Anatomy of a Fall

Did she do it? For most of Justine Triet’s absorbing Anatomy of a Fall, which won the Palme d’Or and has garnered five Oscar nominations, we hope she didn’t, but we’re never sure. “She” is Sandra Voyter (Sandra Hüller), a novelist born in Germany but, until recently, living in France with her French husband Samuel (Samuel Theis). Samuel, it appears, has fallen from an attic window to his death on the snowy ground below. But did he fall or was he, uh, guided? Accident, suicide, or homicide? And does any of this truly matter? Is our fascination with courtroom dramas leading us to look in the wrong direction?

The script, by Triet and her partner Arthur Harari, is an anatomy of something, all right. A mere murder mystery is not on the agenda; the mystery here is the deeper mystery of relationships, how they start, how they endure or fail. Nevertheless, I came to develop a sharp empathy with Sandra’s lawyer and former lover, the graying and mordant Vincent (Swann Arlaud), who knows that it doesn’t matter if his client did it or not, but if he can convince a judge of her innocence. She does not make it easy for him. Nobody in this family is easy, not even Sandra’s young son Daniel (Milo Machado-Graner), who is almost blind from an accident incurred when Samuel was supposed to be watching him. His near-blindness, though, is not what makes him difficult.

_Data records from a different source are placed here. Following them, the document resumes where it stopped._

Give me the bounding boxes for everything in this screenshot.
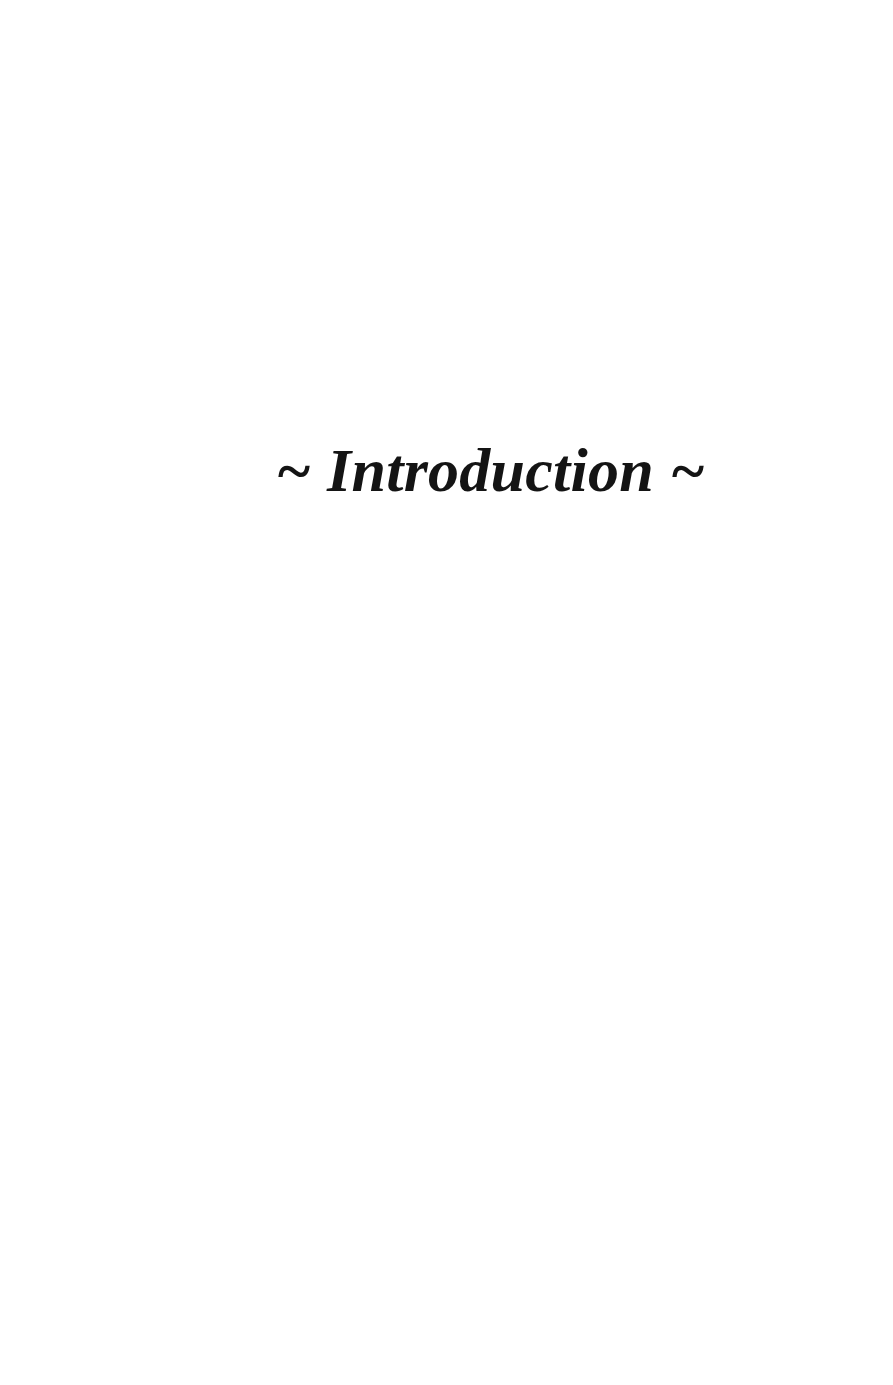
section-title-heading: ~ Introduction ~	[276, 439, 706, 501]
page-blank-area	[0, 543, 893, 1385]
section-divider-block: ~ Introduction ~	[0, 0, 893, 543]
document-page: ~ Introduction ~	[0, 0, 893, 1385]
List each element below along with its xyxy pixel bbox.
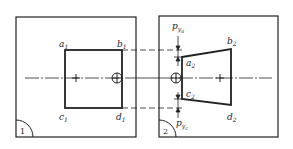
square-shape <box>65 50 122 108</box>
label-a2: a2 <box>186 58 195 69</box>
diagram: a1 b1 c1 d1 1 b2 a2 c2 d2 pya pyc 2 <box>0 0 293 149</box>
shear-center-icon <box>171 73 181 83</box>
label-c1: c1 <box>59 112 68 123</box>
panel-1-number: 1 <box>20 127 25 136</box>
dimension-p-yc <box>174 92 182 118</box>
label-p-yc: pyc <box>176 118 188 131</box>
label-b2: b2 <box>227 36 237 47</box>
label-b1: b1 <box>117 39 127 50</box>
label-d2: d2 <box>227 112 237 123</box>
shear-center-icon <box>112 73 122 83</box>
label-d1: d1 <box>116 112 126 123</box>
label-c2: c2 <box>186 89 195 100</box>
label-a1: a1 <box>59 39 68 50</box>
centroid-plus-icon <box>72 74 80 82</box>
panel-2-number: 2 <box>163 127 168 136</box>
label-p-ya: pya <box>172 21 184 34</box>
dimension-p-ya <box>174 36 182 66</box>
centroid-plus-icon <box>216 74 224 82</box>
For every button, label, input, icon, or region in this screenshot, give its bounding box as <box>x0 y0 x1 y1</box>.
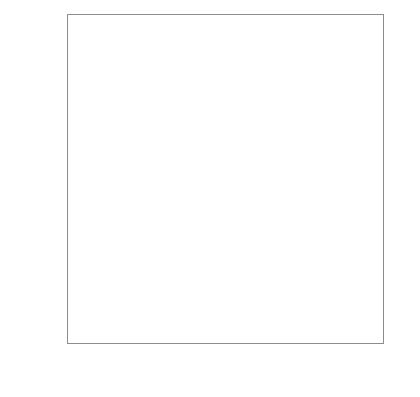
plot-area-border <box>68 15 384 344</box>
pulse-rate-chart <box>0 0 420 397</box>
chart-canvas <box>0 0 420 397</box>
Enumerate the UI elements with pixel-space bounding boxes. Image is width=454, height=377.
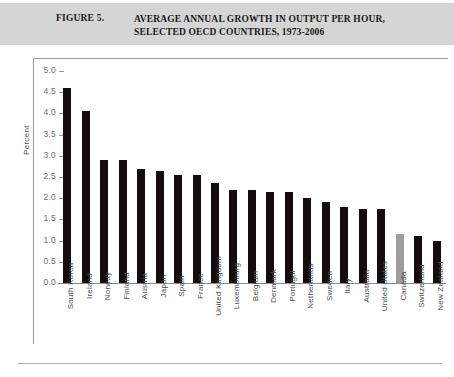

In someone else’s hands, when a bit of family drama falls into the legal thriller you’d been expecting, or when courtroom struggles interrupt the family drama you’ve been enjoying, the result might be frustrating. But Triet weaves the two threads together delicately, so that they feel like an organic whole, yet with the two sides occasionally commenting on each other. The argument we hear between Sandra and Samuel, which he secretly recorded and saved onto a USB stick, sounds authentically awful and hurtful, and neither party comes off at all well, which is usually how these things go. But does it mean anything? What, if anything, does it say about motive? And why do both the prosecutor and Vincent sound as though they’re arguing beside the point? The prosecutor’s arguments are grounded in logic, but when are people ever logical?

In this case, so many resentments have built up on both sides, born of insecurity, that when husband and wife look at each other what they see is their own frailty. Anatomy of a Fall uses the legal mystery as a launchpad to scrutinize the people onscreen, who often don’t act according to their best interests — even Daniel has his unrelatable moments, conducting a dangerous experiment on the family dog. (The dog comes through fine; the incident is set up to prove something else, so knowing the dog lives isn’t really a spoiler.) The movie runs well north of two hours but feels tight. Triet has the gift of making even seemingly non-essential scenes or shots feel they’re there for a good reason, even if only as part of the fabric of the story. Like any good family drama, and any good legal thriller, the plot keeps popping off revelations that put a spin on everything we’ve seen.

Sandra Hüller is having quite a season, Oscar-nominated for her work here and also starring in another multiple nominee, The Zone of Interest. Here she walks a thin line between helping us believe in Sandra and keeping it ambiguous whether we should believe her. I never doubted why Sandra may have done anything she did; what I still don’t quite know is whether she did anything, and the movie is no help. A verdict is reached, but the movie doesn’t necessarily agree — or disagree — with it and isn’t interested in selling it to us, either. Hüller is backed up in every corner by compelling co-stars, including Samuel Theis, who makes his only real scene count and resonate with fear and rage. I’m not sure, though, if Anatomy of a Fall is for the kind of moviegoer who needs a clearcut ending where nothing is left for the imagination to dwell on. It’s definitely more for the dwellers, the art-house fans who like their movies to talk to them plain, adult to adult.